Legba, along with a few other beach boys, has been at this game of musical beds in paradise since he was fifteen. It was back then that he was seduced by Brenda (Karen Young), a very uptight married lady from Georgia who had never, at 45, had an orgasm. Legba changed that.
Naturally Brenda, now divorced, never forgot her first "love." Brenda is back to recreate past dreams, but she soon runs afoul of Ellen who has long claimed Legba for her own. When Ellen suspects she may be losing the race here, she applies the whip and retains the lead ... for a bit.
The third lady in panting is Sue (Louise Portal), from Montreal. Sue is comfortable in her size l6 sarong and has her very own boytoy who is faithful to her. Sue is more nurturing, a middle class earth mother who would rather cuddle than wrestle.
Newcomer Brenda (some will remember from the great HBO series, "The Sopranos") promises trouble from the start. She carries a lot of baggage with her, some contain her past, some her bag of uppers and downers that she consumes three at a time washed down with booze. She's wonderful.
Brenda falls in love with Legba all over again, but Ellen has brains and wiles. She has been Legba's lover for six years and books him in advance like a dinner reservation or beach chair. Legba has always been content. He gets new clothes and gold charms and sleeps on clean sheets at night, but now, a very needy Brenda, who practically salivates all over him, draws him back in.
This summer, trouble is in the wind. This is the era of Haitian political darkness with "Baby Doc" Jean Claude Duvaliler and his roving gangs of hitmen ruling the streets with a reign of terror. Black people dare not speak up or raise their heads above the light, tourists with their dollars are exempt, and for the time being, safe.
So our three ladies who lust spend their days and nights trying to recapture the springtime of their youth, knowing all along they'll soon have to dress for fall.
"Heading South" is spoken in French at times, and English for the most part.
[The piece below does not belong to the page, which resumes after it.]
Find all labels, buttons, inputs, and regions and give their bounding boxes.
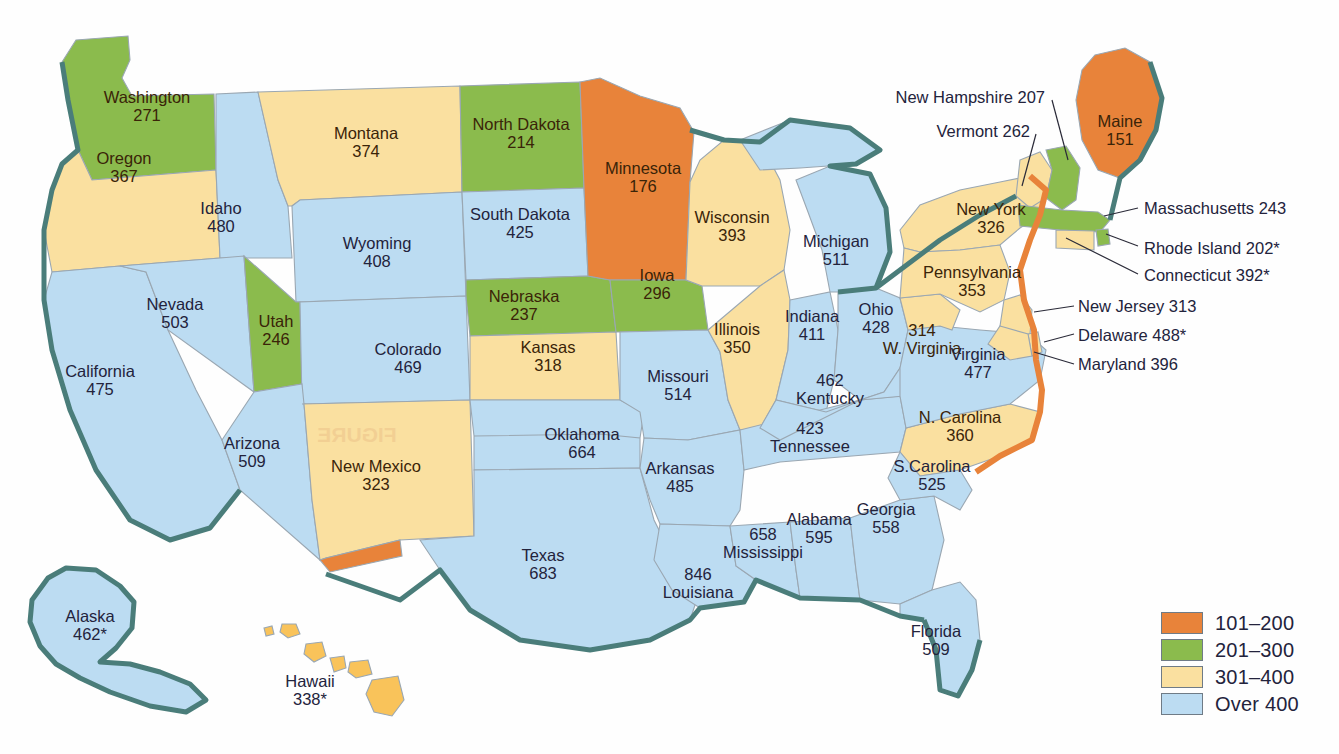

The boys speak only French of course, and there are subtitles.
Laurent uses a Eugene O'Neill device here that I found a tad annoying and unnecessary. Each one has a moment in the course of the film, and the privacy of their huts, to speak directly to us and catch us up on their backgrounds. But each of the actors is so good at what they do, that we know all we need to know in the first half hour.
Rampling is still a simmering bowl of dark soup, occasionally bubbling up, but never over. She has that old Lauren Bacall trick of remaining still and letting her glances tell us what we need to know.
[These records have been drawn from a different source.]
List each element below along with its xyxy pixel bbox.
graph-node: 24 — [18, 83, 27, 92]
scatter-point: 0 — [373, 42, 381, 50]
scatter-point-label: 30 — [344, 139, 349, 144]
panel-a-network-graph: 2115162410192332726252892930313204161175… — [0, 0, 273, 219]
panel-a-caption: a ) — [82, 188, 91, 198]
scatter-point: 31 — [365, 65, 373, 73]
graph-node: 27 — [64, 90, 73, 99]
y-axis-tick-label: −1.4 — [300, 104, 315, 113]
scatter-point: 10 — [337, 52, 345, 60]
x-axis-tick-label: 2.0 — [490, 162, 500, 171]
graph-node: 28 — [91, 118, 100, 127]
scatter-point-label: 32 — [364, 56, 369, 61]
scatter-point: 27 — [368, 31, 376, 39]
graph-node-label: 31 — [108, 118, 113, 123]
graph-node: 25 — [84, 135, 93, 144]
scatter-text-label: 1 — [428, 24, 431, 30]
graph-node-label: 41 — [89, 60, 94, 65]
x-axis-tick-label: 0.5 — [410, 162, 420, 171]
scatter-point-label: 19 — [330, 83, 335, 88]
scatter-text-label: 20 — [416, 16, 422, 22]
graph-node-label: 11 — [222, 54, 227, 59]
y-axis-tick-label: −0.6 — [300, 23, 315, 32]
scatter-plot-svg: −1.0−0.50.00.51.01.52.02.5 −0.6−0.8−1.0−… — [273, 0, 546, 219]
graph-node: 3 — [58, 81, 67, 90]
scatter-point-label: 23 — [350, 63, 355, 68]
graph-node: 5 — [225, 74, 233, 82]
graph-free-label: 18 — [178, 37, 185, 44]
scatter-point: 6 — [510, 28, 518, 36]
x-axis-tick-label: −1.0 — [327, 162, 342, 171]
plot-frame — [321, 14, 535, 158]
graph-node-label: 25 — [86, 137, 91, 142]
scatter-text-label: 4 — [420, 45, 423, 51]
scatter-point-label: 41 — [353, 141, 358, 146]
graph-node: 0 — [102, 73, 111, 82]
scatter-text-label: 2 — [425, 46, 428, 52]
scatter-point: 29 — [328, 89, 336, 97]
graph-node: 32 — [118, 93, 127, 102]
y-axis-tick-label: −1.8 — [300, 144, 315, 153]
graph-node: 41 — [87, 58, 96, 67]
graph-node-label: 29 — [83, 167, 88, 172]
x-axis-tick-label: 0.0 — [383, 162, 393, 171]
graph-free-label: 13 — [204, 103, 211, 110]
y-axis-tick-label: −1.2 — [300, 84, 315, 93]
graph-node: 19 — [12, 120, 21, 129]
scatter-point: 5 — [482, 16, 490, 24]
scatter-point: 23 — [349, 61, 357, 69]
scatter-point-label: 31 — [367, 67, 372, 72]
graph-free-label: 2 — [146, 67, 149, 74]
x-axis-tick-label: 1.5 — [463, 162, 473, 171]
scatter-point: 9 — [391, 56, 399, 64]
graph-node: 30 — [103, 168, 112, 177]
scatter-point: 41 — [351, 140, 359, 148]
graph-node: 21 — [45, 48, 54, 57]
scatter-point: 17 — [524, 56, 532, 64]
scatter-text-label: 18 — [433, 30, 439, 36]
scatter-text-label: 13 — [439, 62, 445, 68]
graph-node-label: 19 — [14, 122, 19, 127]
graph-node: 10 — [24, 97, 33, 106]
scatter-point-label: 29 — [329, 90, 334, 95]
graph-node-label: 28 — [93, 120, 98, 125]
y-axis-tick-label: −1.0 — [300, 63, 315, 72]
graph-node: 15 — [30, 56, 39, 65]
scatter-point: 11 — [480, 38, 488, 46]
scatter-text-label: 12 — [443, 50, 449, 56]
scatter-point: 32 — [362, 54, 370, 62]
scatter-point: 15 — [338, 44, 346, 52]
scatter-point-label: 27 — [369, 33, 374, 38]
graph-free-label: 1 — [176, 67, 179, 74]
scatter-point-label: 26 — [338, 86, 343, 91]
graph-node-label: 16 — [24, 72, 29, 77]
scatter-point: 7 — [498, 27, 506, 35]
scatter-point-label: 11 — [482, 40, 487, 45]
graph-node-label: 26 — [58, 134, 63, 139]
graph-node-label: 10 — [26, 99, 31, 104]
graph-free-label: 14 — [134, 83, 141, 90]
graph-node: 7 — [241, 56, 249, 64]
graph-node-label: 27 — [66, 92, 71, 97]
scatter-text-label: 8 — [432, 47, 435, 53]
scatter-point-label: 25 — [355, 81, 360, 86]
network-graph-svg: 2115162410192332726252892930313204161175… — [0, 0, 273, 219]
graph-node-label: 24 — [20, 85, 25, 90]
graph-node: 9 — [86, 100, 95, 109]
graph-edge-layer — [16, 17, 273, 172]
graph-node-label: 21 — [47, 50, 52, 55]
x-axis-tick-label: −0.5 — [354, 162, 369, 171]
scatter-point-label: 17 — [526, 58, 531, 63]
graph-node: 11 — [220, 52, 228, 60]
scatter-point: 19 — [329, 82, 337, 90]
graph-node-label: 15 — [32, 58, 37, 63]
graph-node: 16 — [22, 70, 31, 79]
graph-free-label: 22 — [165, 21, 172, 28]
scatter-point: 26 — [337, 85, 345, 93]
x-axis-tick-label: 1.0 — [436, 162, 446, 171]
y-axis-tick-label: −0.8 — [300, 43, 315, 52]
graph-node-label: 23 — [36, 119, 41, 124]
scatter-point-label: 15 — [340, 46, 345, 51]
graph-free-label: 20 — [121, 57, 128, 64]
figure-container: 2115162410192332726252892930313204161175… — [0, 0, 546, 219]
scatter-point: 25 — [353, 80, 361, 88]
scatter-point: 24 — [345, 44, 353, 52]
Karen Young surprised me. I've watched her as a packaged and well-contained FBI agent in "The Sopranos" when she kept her hair back and her agent suit neatly pressed. Here, she emerges from that cocoon in bathing suit and loose, flowing, inexpensive summer cottons that blow that old image away. Young is of the Rachel Weisz school of acting, smart and sensual but with secret windows left open letting the hot breeze blow in.
Menothy Cesar, as Legba does as he is directed by Çantet, but little more. There is no Denzel Washington lurking here.
A delightful surprise is Lys Ambroise's Albert, the maitre de of the hotel. Albert is the son and grandson of old Haitian rebels who loathed the white man. "My grandfather would be shamed if he could see my waiting on the white man ... everything they touch turns to garbage."
Like blacks of old, however, Albert keeps his thoughts to himself because the white women keep his job alive.
"Heading South," is smart and crisp with nice dabs of the murky political overtones of the time, with the saving grace of boasting three fine actors in the leads.
J.P. Devine is a former stage and screen actor.